I think we've made a trip to Home Depot every single day the past few weeks. Our happy little trailer wouldn't be so
happy without that gigantic warehouse of building supplies. What did we ever do before Home Depot? What did we do
before hardware stores in general?
Tyler and I were talking about this recently, how it used to be that you built your home entirely of the raw
materials around you and whatever ingenuity your brain could muster. A man's mind and his acreage were the earliest
Home Depot. We also discussed how people emigrating from England to the New World used to burn down their homes
before leaving in order to salvage the nails. Nails were that important, that hard to come by. Now it's an entirely
different story. When laying down our hardwood floors, I bent more nails than I successfully employed. The trailer
was littered with an alphabet soup of bent metal spikes: Ses, Ls, Cs, Js, and the occasional M from an incredibly
botched attempt to drive the damned nail home.
Though we're doing all this with our own hands ? building desks and shelves, laying flooring, installing a stove,
constructing a homemade folding bed frame ? we're still indebted to the hardware store for the raw materials...and
the occasional bit of advice. In contemplating this, I realize how much knowledge our society has lost in just the
past century. There once was a sort of kinesthetic or manual intellect that has now subsided to make room for the
more prestigious intellectual pursuits and trades. We encourage our kids to study law or medicine or computers, and
now it seems that high school shop and home economics classes are on the wane. We rely on people in faraway places to
manufacture our wares and grow our food so that we can focus on our computer-based virtual lives. How many of us now
have the know-how to create a nail, a hinge or a woodstove? How many of us ? beyond those who work construction as a
trade ? know how to frame a wall, slap down a roof or create a solid foundation that supports it all? We largely
don't know how to mill wood or forge steel. And even the things that happen inside the home ? canning and drying
food, sewing and mending clothes, or building furniture ? are arts that are slipping away from us. My grandparent's
generation still had a tenuous connection to some of these things. I don't. I can't even sew on a button, let alone
make a whole shirt.
So where does the loss of this kind of knowledge leave us? Do we even require it anymore? Can we always count on Home
Depot or Wal-Mart to provide for us? These days, is there something more than sheer satisfaction that a DIY lifestyle
provides? Is such an awareness of the mechanics of life and living still relevant?
I don't anticipate I'll be learning how to make nails any time soon, but I would like to cultivate a kind of
knowledge that resides in my hands and muscles. I want my body to become more familiar with the rhythms of life that
we all once felt ? rhythms and rituals that are now paved over by strip malls and parking lots. I appreciate the
convenience of buying all I need at the store, but I would feel better knowing that all I needed resided within
me.
Tuesday, November 17, 2009
at 11:24:40 AM
Suggest removal
Ken says:
A-yep. Check out "The Last American Man," by Elizabeth Gilbert. A nice piece of nonfiction writing, with much fodder for thought. And right on target with your own muusings.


• [Task directions] Leave every picture out, and print the full listing again exactly.

============================================================

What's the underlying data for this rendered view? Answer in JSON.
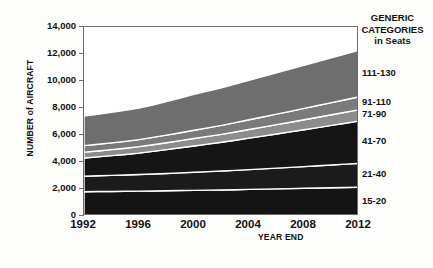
{
  "chart_data": {
    "type": "area",
    "stacked": true,
    "title": "",
    "xlabel": "YEAR END",
    "ylabel": "NUMBER of AIRCRAFT",
    "legend_title_lines": [
      "GENERIC",
      "CATEGORIES",
      "in Seats"
    ],
    "legend_position": "right",
    "grid": false,
    "ylim": [
      0,
      14000
    ],
    "xlim": [
      1992,
      2012
    ],
    "ytick_labels": [
      "14,000",
      "12,000",
      "10,000",
      "8,000",
      "6,000",
      "4,000",
      "2,000",
      "0"
    ],
    "ytick_values": [
      14000,
      12000,
      10000,
      8000,
      6000,
      4000,
      2000,
      0
    ],
    "xtick_labels": [
      "1992",
      "1996",
      "2000",
      "2004",
      "2008",
      "2012"
    ],
    "xtick_values": [
      1992,
      1996,
      2000,
      2004,
      2008,
      2012
    ],
    "x": [
      1992,
      1993,
      1994,
      1995,
      1996,
      1997,
      1998,
      1999,
      2000,
      2001,
      2002,
      2003,
      2004,
      2005,
      2006,
      2007,
      2008,
      2009,
      2010,
      2011,
      2012
    ],
    "series": [
      {
        "name": "15-20",
        "label": "15-20",
        "color": "#141414",
        "values": [
          1800,
          1810,
          1820,
          1830,
          1840,
          1855,
          1870,
          1885,
          1900,
          1915,
          1930,
          1950,
          1970,
          1990,
          2010,
          2030,
          2050,
          2070,
          2090,
          2110,
          2130
        ]
      },
      {
        "name": "21-40",
        "label": "21-40",
        "color": "#1b1b1b",
        "values": [
          1150,
          1170,
          1190,
          1210,
          1230,
          1255,
          1280,
          1310,
          1340,
          1370,
          1400,
          1430,
          1465,
          1500,
          1535,
          1570,
          1610,
          1650,
          1690,
          1730,
          1770
        ]
      },
      {
        "name": "41-70",
        "label": "41-70",
        "color": "#151515",
        "values": [
          1350,
          1400,
          1460,
          1520,
          1590,
          1680,
          1770,
          1860,
          1950,
          2040,
          2130,
          2230,
          2330,
          2430,
          2530,
          2630,
          2730,
          2830,
          2930,
          3030,
          3130
        ]
      },
      {
        "name": "71-90",
        "label": "71-90",
        "color": "#8c8c8c",
        "values": [
          430,
          440,
          450,
          460,
          475,
          490,
          510,
          530,
          550,
          570,
          590,
          615,
          640,
          665,
          690,
          715,
          740,
          765,
          790,
          815,
          840
        ]
      },
      {
        "name": "91-110",
        "label": "91-110",
        "color": "#7a7a7a",
        "values": [
          480,
          490,
          500,
          510,
          525,
          545,
          565,
          585,
          610,
          635,
          660,
          690,
          720,
          750,
          780,
          810,
          840,
          870,
          900,
          930,
          960
        ]
      },
      {
        "name": "111-130",
        "label": "111-130",
        "color": "#6e6e6e",
        "values": [
          2190,
          2230,
          2260,
          2290,
          2330,
          2400,
          2480,
          2570,
          2660,
          2720,
          2780,
          2850,
          2920,
          2990,
          3060,
          3130,
          3200,
          3260,
          3320,
          3380,
          3440
        ]
      }
    ],
    "totals_note": {
      "first_year_total": 7400,
      "last_year_total": 12270
    }
  }
}
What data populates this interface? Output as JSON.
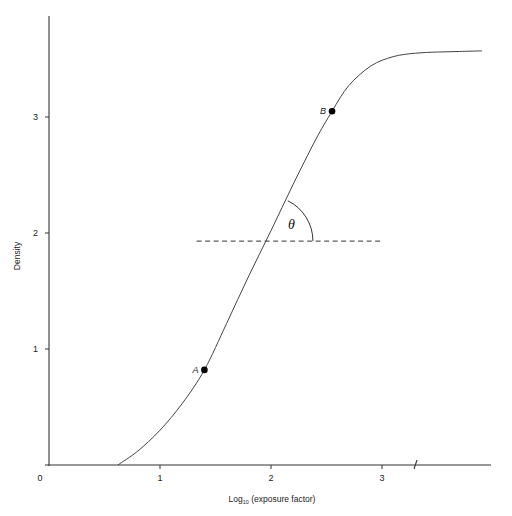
{
  "chart_data": {
    "type": "line",
    "title": "",
    "xlabel": "Log10 (exposure factor)",
    "xlabel_main": "Log",
    "xlabel_sub": "10",
    "xlabel_rest": " (exposure factor)",
    "ylabel": "Density",
    "xlim": [
      0,
      3.9
    ],
    "ylim": [
      0,
      3.8
    ],
    "xticks": [
      0,
      1,
      2,
      3
    ],
    "yticks": [
      0,
      1,
      2,
      3
    ],
    "xtick_labels": [
      "0",
      "1",
      "2",
      "3"
    ],
    "ytick_labels": [
      "1",
      "2",
      "3"
    ],
    "grid": false,
    "legend": null,
    "axis_break_x": 3.3,
    "series": [
      {
        "name": "characteristic curve",
        "x": [
          0.62,
          0.8,
          1.0,
          1.2,
          1.4,
          1.6,
          1.8,
          2.0,
          2.2,
          2.4,
          2.55,
          2.7,
          2.9,
          3.1,
          3.3,
          3.5,
          3.7,
          3.9
        ],
        "y": [
          0.0,
          0.12,
          0.3,
          0.53,
          0.82,
          1.22,
          1.63,
          2.02,
          2.42,
          2.8,
          3.05,
          3.27,
          3.44,
          3.52,
          3.55,
          3.56,
          3.565,
          3.57
        ]
      }
    ],
    "points": [
      {
        "label": "A",
        "x": 1.4,
        "y": 0.82
      },
      {
        "label": "B",
        "x": 2.55,
        "y": 3.05
      }
    ],
    "reference_line": {
      "style": "dashed",
      "y": 1.93,
      "x_start": 1.33,
      "x_end": 3.0
    },
    "annotations": [
      {
        "text": "θ",
        "meaning": "angle between straight-line portion and horizontal (gamma)",
        "x": 2.18,
        "y": 2.05
      }
    ]
  }
}
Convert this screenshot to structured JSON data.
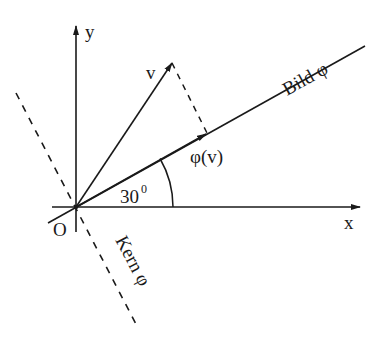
{
  "diagram": {
    "title": "",
    "colors": {
      "ink": "#1a1a1a",
      "background": "#ffffff"
    },
    "axes": {
      "x_label": "x",
      "y_label": "y",
      "origin_label": "O"
    },
    "vectors": {
      "v_label": "v",
      "phi_v_label": "φ(v)"
    },
    "lines": {
      "image_label": "Bild φ",
      "kernel_label": "Kern φ"
    },
    "angle": {
      "label_value": "30",
      "label_degree": "0",
      "degrees": 30
    }
  }
}
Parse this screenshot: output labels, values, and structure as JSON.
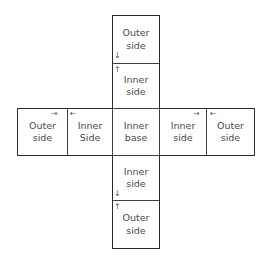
{
  "diagram": {
    "type": "cross-net",
    "panels": {
      "top_outer": {
        "line1": "Outer",
        "line2": "side"
      },
      "top_inner": {
        "line1": "Inner",
        "line2": "side"
      },
      "left_outer": {
        "line1": "Outer",
        "line2": "side"
      },
      "left_inner": {
        "line1": "Inner",
        "line2": "Side"
      },
      "center": {
        "line1": "Inner",
        "line2": "base"
      },
      "right_inner": {
        "line1": "Inner",
        "line2": "side"
      },
      "right_outer": {
        "line1": "Outer",
        "line2": "side"
      },
      "bottom_inner": {
        "line1": "Inner",
        "line2": "side"
      },
      "bottom_outer": {
        "line1": "Outer",
        "line2": "side"
      }
    },
    "arrows": {
      "down": "↓",
      "up": "↑",
      "right": "→",
      "left": "←"
    },
    "colors": {
      "stroke": "#2a2a2a",
      "text": "#4a4a4a",
      "background": "#ffffff"
    }
  }
}
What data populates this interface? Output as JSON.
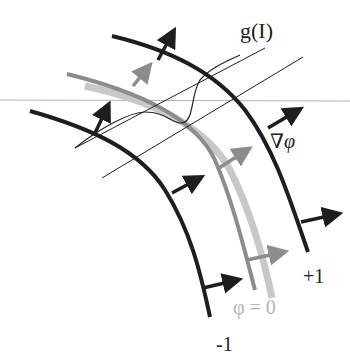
{
  "diagram": {
    "labels": {
      "g_of_I": "g(I)",
      "grad_phi": "∇φ",
      "plus_one": "+1",
      "phi_zero": "φ = 0",
      "minus_one": "-1"
    },
    "colors": {
      "contour_plus": "#1e1e1e",
      "contour_minus": "#1e1e1e",
      "zero_level": "#8c8c8c",
      "zero_level_band": "#c8c8c8",
      "horizon_line": "#b4b4b4",
      "thin_lines": "#222222"
    },
    "contours": [
      {
        "name": "+1 level",
        "label": "+1"
      },
      {
        "name": "zero level",
        "label": "φ = 0"
      },
      {
        "name": "-1 level",
        "label": "-1"
      }
    ]
  }
}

============================================================

• [Reply]
What's the underlying data for this rendered view? Answer in JSON.
{
  "chart_data": {
    "type": "area",
    "stacked": true,
    "title": "",
    "xlabel": "YEAR END",
    "ylabel": "NUMBER of AIRCRAFT",
    "legend_title_lines": [
      "GENERIC",
      "CATEGORIES",
      "in Seats"
    ],
    "legend_position": "right",
    "grid": false,
    "ylim": [
      0,
      14000
    ],
    "xlim": [
      1992,
      2012
    ],
    "ytick_labels": [
      "14,000",
      "12,000",
      "10,000",
      "8,000",
      "6,000",
      "4,000",
      "2,000",
      "0"
    ],
    "ytick_values": [
      14000,
      12000,
      10000,
      8000,
      6000,
      4000,
      2000,
      0
    ],
    "xtick_labels": [
      "1992",
      "1996",
      "2000",
      "2004",
      "2008",
      "2012"
    ],
    "xtick_values": [
      1992,
      1996,
      2000,
      2004,
      2008,
      2012
    ],
    "x": [
      1992,
      1993,
      1994,
      1995,
      1996,
      1997,
      1998,
      1999,
      2000,
      2001,
      2002,
      2003,
      2004,
      2005,
      2006,
      2007,
      2008,
      2009,
      2010,
      2011,
      2012
    ],
    "series": [
      {
        "name": "15-20",
        "label": "15-20",
        "color": "#141414",
        "values": [
          1800,
          1810,
          1820,
          1830,
          1840,
          1855,
          1870,
          1885,
          1900,
          1915,
          1930,
          1950,
          1970,
          1990,
          2010,
          2030,
          2050,
          2070,
          2090,
          2110,
          2130
        ]
      },
      {
        "name": "21-40",
        "label": "21-40",
        "color": "#1b1b1b",
        "values": [
          1150,
          1170,
          1190,
          1210,
          1230,
          1255,
          1280,
          1310,
          1340,
          1370,
          1400,
          1430,
          1465,
          1500,
          1535,
          1570,
          1610,
          1650,
          1690,
          1730,
          1770
        ]
      },
      {
        "name": "41-70",
        "label": "41-70",
        "color": "#151515",
        "values": [
          1350,
          1400,
          1460,
          1520,
          1590,
          1680,
          1770,
          1860,
          1950,
          2040,
          2130,
          2230,
          2330,
          2430,
          2530,
          2630,
          2730,
          2830,
          2930,
          3030,
          3130
        ]
      },
      {
        "name": "71-90",
        "label": "71-90",
        "color": "#8c8c8c",
        "values": [
          430,
          440,
          450,
          460,
          475,
          490,
          510,
          530,
          550,
          570,
          590,
          615,
          640,
          665,
          690,
          715,
          740,
          765,
          790,
          815,
          840
        ]
      },
      {
        "name": "91-110",
        "label": "91-110",
        "color": "#7a7a7a",
        "values": [
          480,
          490,
          500,
          510,
          525,
          545,
          565,
          585,
          610,
          635,
          660,
          690,
          720,
          750,
          780,
          810,
          840,
          870,
          900,
          930,
          960
        ]
      },
      {
        "name": "111-130",
        "label": "111-130",
        "color": "#6e6e6e",
        "values": [
          2190,
          2230,
          2260,
          2290,
          2330,
          2400,
          2480,
          2570,
          2660,
          2720,
          2780,
          2850,
          2920,
          2990,
          3060,
          3130,
          3200,
          3260,
          3320,
          3380,
          3440
        ]
      }
    ],
    "totals_note": {
      "first_year_total": 7400,
      "last_year_total": 12270
    }
  }
}
What data populates this interface? Output as JSON.
{
  "chart_data": {
    "type": "line",
    "title": "",
    "xlabel": "Log10 (exposure factor)",
    "xlabel_main": "Log",
    "xlabel_sub": "10",
    "xlabel_rest": " (exposure factor)",
    "ylabel": "Density",
    "xlim": [
      0,
      3.9
    ],
    "ylim": [
      0,
      3.8
    ],
    "xticks": [
      0,
      1,
      2,
      3
    ],
    "yticks": [
      0,
      1,
      2,
      3
    ],
    "xtick_labels": [
      "0",
      "1",
      "2",
      "3"
    ],
    "ytick_labels": [
      "1",
      "2",
      "3"
    ],
    "grid": false,
    "legend": null,
    "axis_break_x": 3.3,
    "series": [
      {
        "name": "characteristic curve",
        "x": [
          0.62,
          0.8,
          1.0,
          1.2,
          1.4,
          1.6,
          1.8,
          2.0,
          2.2,
          2.4,
          2.55,
          2.7,
          2.9,
          3.1,
          3.3,
          3.5,
          3.7,
          3.9
        ],
        "y": [
          0.0,
          0.12,
          0.3,
          0.53,
          0.82,
          1.22,
          1.63,
          2.02,
          2.42,
          2.8,
          3.05,
          3.27,
          3.44,
          3.52,
          3.55,
          3.56,
          3.565,
          3.57
        ]
      }
    ],
    "points": [
      {
        "label": "A",
        "x": 1.4,
        "y": 0.82
      },
      {
        "label": "B",
        "x": 2.55,
        "y": 3.05
      }
    ],
    "reference_line": {
      "style": "dashed",
      "y": 1.93,
      "x_start": 1.33,
      "x_end": 3.0
    },
    "annotations": [
      {
        "text": "θ",
        "meaning": "angle between straight-line portion and horizontal (gamma)",
        "x": 2.18,
        "y": 2.05
      }
    ]
  }
}
Convert this screenshot to structured JSON data.
{
  "diagram": {
    "title": "",
    "colors": {
      "ink": "#1a1a1a",
      "background": "#ffffff"
    },
    "axes": {
      "x_label": "x",
      "y_label": "y",
      "origin_label": "O"
    },
    "vectors": {
      "v_label": "v",
      "phi_v_label": "φ(v)"
    },
    "lines": {
      "image_label": "Bild φ",
      "kernel_label": "Kern φ"
    },
    "angle": {
      "label_value": "30",
      "label_degree": "0",
      "degrees": 30
    }
  }
}
Parse this screenshot: output labels, values, and structure as JSON.
{
  "diagram": {
    "type": "cross-net",
    "panels": {
      "top_outer": {
        "line1": "Outer",
        "line2": "side"
      },
      "top_inner": {
        "line1": "Inner",
        "line2": "side"
      },
      "left_outer": {
        "line1": "Outer",
        "line2": "side"
      },
      "left_inner": {
        "line1": "Inner",
        "line2": "Side"
      },
      "center": {
        "line1": "Inner",
        "line2": "base"
      },
      "right_inner": {
        "line1": "Inner",
        "line2": "side"
      },
      "right_outer": {
        "line1": "Outer",
        "line2": "side"
      },
      "bottom_inner": {
        "line1": "Inner",
        "line2": "side"
      },
      "bottom_outer": {
        "line1": "Outer",
        "line2": "side"
      }
    },
    "arrows": {
      "down": "↓",
      "up": "↑",
      "right": "→",
      "left": "←"
    },
    "colors": {
      "stroke": "#2a2a2a",
      "text": "#4a4a4a",
      "background": "#ffffff"
    }
  }
}
What data populates this interface? Output as JSON.
{
  "diagram": {
    "labels": {
      "g_of_I": "g(I)",
      "grad_phi": "∇φ",
      "plus_one": "+1",
      "phi_zero": "φ = 0",
      "minus_one": "-1"
    },
    "colors": {
      "contour_plus": "#1e1e1e",
      "contour_minus": "#1e1e1e",
      "zero_level": "#8c8c8c",
      "zero_level_band": "#c8c8c8",
      "horizon_line": "#b4b4b4",
      "thin_lines": "#222222"
    },
    "contours": [
      {
        "name": "+1 level",
        "label": "+1"
      },
      {
        "name": "zero level",
        "label": "φ = 0"
      },
      {
        "name": "-1 level",
        "label": "-1"
      }
    ]
  }
}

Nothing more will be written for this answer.